NEW YORK — In a key advance for the study of depression, a comprehensive scan of human DNA has turned up the apparent hiding places of more than a dozen genes linked to the disorder.

“This is a jumping-off point” for further work to reveal the biological underpinnings of depression, which in turn can guide development of new drugs, said Ashley Winslow, an author of a paper on the work.

Experts said the result is important not only for its specific findings, but also for its demonstration that the study’s approach can help uncover clues to the biology of depression, which is largely a mystery.

Such DNA scans are popular for finding genes that affect risk of diseases, but depression has proven largely resistant to this approach. In a rare and modest success reported last year, researchers turned up two places in the human DNA that appear to harbor genes affecting risk in a Han Chinese population.

But no evidence for that result appeared in people of European descent, which is the group studied in the more bountiful results announced Monday.

“What they’re showing is, we’re on the way” to finding many more genetic links, said Dr. Douglas Levinson of Stanford University. “They’ve shown that depression is tractable.”

He called the new results the most convincing evidence so far that such gene scans can pay off for depression.

The work by Winslow and others identified 15 areas of the human DNA – the “genome” – that show signs of harboring genetic variations that affect risk of becoming depressed. That indicates where scientists can focus on identifying and studying the affected genes, which in turn could reveal what processes go awry to raise the risk of the disease.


◆ ACTIVITY ◆
Could you give back every entry below exactly, with the pictures dropped?

◆ RECORDS FOR THE EXERCISE ◆
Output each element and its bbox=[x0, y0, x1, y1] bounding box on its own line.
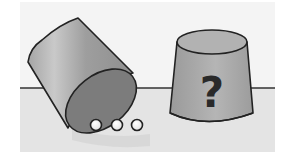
ball-1 bbox=[91, 120, 102, 131]
question-mark: ? bbox=[200, 68, 224, 117]
upright-cup: ? bbox=[170, 30, 253, 122]
ball-3 bbox=[132, 120, 143, 131]
illustration-canvas: ? bbox=[0, 0, 290, 155]
ball-2 bbox=[112, 120, 123, 131]
cups-illustration: ? bbox=[0, 0, 290, 155]
balls bbox=[91, 120, 143, 131]
upright-cup-top bbox=[177, 30, 247, 54]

◆ ANSWER TO THIS PROBLEM ◆
Output each element and its bbox=[x0, y0, x1, y1] bounding box on its own line.
ball-1 bbox=[91, 120, 102, 131]
question-mark: ? bbox=[200, 68, 224, 117]
upright-cup: ? bbox=[170, 30, 253, 122]
ball-3 bbox=[132, 120, 143, 131]
illustration-canvas: ? bbox=[0, 0, 290, 155]
ball-2 bbox=[112, 120, 123, 131]
cups-illustration: ? bbox=[0, 0, 290, 155]
balls bbox=[91, 120, 143, 131]
upright-cup-top bbox=[177, 30, 247, 54]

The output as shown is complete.